Hong Kong - Hong Kong shares regained some lost ground Friday as an unexpected cut in local interest rates saw them end the week with a climb of more than 3 per cent.
The blue-chip Hang Seng Index gained 453.39 points or 3.29 per cent to end the week on 14,243.43 points, despite falling more than 5 per cent in morning trading. Turnover was 48.8 billion Hong Kong dollars (6.29 billion US dollars).
Hong Kong - Letters calling for higher pay signed by 19,000 Hong Kong police officers, more than two thirds of the city's force, were Thursday handed to a government advisory body.
The letter campaign is the biggest in the force's history and follows a long fight for better pay rates by associations representing rank and file officers in the former British colony.
Staff associations are calling for new pay scales that would add an average of 230 US dollars a month to the pay packets of the city's 27,000-strong police force.

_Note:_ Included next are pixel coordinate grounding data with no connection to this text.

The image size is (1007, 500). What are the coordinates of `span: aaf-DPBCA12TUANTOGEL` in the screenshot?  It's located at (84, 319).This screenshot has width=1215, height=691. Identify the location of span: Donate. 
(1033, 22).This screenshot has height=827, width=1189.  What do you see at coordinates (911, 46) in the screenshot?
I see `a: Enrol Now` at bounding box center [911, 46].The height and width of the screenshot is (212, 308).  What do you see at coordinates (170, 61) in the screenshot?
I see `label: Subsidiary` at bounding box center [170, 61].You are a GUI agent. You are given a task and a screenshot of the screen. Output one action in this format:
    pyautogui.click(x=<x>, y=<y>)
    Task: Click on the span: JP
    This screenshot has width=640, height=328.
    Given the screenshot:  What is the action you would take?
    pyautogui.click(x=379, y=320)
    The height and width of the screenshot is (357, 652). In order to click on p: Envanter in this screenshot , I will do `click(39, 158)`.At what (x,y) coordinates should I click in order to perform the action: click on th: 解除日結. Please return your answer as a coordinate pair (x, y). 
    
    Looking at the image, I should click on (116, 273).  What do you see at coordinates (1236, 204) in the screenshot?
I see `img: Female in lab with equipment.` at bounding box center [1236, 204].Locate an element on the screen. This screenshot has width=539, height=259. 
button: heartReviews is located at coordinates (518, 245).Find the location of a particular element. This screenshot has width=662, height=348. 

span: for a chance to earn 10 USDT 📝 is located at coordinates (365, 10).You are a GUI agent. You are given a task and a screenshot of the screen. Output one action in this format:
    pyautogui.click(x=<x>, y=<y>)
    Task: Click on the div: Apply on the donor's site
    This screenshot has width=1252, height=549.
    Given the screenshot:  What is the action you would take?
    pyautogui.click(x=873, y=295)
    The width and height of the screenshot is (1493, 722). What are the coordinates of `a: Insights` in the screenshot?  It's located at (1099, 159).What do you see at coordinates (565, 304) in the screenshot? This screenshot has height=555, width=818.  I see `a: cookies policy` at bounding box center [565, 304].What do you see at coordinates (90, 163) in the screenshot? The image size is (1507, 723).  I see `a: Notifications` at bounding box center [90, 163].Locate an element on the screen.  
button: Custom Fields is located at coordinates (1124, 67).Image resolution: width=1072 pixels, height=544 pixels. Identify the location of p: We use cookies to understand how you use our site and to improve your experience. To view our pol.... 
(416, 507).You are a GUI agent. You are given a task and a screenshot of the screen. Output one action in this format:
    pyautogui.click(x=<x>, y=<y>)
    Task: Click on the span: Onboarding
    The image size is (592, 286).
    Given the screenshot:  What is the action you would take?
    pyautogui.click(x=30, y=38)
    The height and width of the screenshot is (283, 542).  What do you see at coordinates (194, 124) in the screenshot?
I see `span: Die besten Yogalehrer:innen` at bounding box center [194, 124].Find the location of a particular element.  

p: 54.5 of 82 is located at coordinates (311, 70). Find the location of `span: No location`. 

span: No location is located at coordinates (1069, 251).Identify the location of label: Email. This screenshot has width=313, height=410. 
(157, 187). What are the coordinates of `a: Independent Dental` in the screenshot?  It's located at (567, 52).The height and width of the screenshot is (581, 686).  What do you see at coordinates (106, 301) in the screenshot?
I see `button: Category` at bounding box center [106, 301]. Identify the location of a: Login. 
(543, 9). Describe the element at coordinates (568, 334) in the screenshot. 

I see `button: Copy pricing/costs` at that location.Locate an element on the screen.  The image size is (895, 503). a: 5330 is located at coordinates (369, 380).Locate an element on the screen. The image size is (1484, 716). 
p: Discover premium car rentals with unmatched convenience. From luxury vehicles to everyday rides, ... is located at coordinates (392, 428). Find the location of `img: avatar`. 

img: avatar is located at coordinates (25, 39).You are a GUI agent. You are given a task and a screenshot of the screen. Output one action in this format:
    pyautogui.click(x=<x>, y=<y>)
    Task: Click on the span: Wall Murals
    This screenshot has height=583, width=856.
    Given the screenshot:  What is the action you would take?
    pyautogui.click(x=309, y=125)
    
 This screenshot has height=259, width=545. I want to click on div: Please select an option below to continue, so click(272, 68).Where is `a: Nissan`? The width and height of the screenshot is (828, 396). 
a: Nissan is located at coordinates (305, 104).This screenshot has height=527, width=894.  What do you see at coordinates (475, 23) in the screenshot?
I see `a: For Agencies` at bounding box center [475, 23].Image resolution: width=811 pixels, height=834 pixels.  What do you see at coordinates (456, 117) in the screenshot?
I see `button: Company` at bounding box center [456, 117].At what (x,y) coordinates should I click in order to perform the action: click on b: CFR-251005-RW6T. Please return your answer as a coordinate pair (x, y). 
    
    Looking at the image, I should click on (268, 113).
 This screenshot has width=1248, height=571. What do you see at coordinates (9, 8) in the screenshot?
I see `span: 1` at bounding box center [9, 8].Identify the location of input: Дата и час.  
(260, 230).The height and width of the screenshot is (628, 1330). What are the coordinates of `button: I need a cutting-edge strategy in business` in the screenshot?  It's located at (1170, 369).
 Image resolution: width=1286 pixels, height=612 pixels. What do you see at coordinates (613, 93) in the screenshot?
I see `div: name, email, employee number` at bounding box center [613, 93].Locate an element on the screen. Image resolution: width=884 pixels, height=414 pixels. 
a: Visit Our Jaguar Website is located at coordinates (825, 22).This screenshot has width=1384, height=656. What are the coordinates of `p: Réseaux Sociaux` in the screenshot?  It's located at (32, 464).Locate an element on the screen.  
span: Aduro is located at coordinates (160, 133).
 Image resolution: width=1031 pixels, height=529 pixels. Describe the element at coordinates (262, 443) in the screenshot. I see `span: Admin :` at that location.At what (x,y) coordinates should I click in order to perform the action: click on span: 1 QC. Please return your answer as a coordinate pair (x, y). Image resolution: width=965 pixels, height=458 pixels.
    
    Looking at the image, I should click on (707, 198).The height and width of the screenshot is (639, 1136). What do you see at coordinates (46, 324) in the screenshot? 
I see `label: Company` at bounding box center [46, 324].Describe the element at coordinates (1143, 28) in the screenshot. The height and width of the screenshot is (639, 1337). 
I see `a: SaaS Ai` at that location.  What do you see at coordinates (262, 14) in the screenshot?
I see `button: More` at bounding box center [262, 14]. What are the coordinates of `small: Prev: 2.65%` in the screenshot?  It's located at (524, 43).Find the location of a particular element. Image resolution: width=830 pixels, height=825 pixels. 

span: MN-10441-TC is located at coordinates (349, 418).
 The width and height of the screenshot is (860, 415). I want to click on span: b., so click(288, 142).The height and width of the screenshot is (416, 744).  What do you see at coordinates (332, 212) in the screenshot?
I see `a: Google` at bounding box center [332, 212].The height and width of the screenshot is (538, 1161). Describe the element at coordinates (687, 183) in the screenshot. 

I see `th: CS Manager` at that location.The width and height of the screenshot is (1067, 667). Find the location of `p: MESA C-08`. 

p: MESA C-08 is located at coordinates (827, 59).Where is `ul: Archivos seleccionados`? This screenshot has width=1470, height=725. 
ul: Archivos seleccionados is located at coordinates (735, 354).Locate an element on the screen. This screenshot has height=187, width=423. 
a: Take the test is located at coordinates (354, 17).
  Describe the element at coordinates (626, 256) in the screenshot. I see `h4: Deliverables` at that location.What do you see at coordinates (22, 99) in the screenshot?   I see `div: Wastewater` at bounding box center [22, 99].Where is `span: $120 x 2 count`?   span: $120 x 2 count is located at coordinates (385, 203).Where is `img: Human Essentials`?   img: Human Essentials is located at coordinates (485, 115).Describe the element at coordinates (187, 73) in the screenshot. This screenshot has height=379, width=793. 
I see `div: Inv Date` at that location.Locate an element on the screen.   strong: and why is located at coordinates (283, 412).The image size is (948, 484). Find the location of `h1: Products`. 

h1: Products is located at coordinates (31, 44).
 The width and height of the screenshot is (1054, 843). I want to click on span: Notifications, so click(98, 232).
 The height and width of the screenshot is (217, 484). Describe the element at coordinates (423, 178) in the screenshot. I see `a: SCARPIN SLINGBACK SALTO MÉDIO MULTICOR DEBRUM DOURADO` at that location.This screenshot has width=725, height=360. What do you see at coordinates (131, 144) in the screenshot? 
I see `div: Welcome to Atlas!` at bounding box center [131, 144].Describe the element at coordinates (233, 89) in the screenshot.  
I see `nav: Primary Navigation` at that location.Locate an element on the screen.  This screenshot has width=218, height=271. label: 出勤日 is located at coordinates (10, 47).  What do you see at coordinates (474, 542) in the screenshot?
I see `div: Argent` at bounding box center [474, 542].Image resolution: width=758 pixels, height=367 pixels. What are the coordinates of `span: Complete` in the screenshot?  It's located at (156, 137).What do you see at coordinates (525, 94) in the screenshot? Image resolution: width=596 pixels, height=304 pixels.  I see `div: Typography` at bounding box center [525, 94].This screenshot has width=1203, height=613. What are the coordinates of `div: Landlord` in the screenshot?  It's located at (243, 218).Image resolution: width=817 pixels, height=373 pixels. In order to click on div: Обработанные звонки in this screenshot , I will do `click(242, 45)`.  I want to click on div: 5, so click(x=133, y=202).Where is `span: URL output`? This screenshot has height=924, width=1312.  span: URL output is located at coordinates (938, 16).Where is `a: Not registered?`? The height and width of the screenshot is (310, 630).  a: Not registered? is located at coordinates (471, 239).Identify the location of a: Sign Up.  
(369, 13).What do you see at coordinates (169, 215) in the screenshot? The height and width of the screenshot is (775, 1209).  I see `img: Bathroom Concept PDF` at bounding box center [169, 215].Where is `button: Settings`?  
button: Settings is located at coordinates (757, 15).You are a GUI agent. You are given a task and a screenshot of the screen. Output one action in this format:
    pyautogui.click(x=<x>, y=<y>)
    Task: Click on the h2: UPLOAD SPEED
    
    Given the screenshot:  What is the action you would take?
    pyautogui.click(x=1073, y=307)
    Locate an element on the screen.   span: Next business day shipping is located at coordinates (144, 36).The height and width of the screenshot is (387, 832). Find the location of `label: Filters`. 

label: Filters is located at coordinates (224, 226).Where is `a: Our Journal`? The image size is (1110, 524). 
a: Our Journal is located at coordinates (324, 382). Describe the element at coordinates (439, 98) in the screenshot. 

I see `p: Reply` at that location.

Hong Kong - Hong Kong shares plunged more than 7 per cent Thursday as delight over the US presidential election result turned to gloom over signs of a deepening global recession.
The blue-chip Hang Seng Index lost 1,050.12 points, or 7.08 per cent, to close at 13,790.04. Turnover was 48.25 billion Hong Kong dollars (6.22 billion US dollars).
The losses came 24 hours after the index surged by more than 3 per cent Wednesday afternoon on news of Barack Obama's win.
Hong Kong - Hong Kong's population crisis is likely to worsen as a survey showed Thursday that nearly four in 10 women want only one child or no children at all.
The study by the Hong Kong Family Planning Association found a growing trend toward childlessness in the wealthy city, which already has one of the world's lowest birth rates.
Twenty-six per cent of 1,500 women interviewed said they wanted only one child compared with 10 per cent in 1992, and 13 per cent said they wanted no children, compared with 5 per cent in 1992.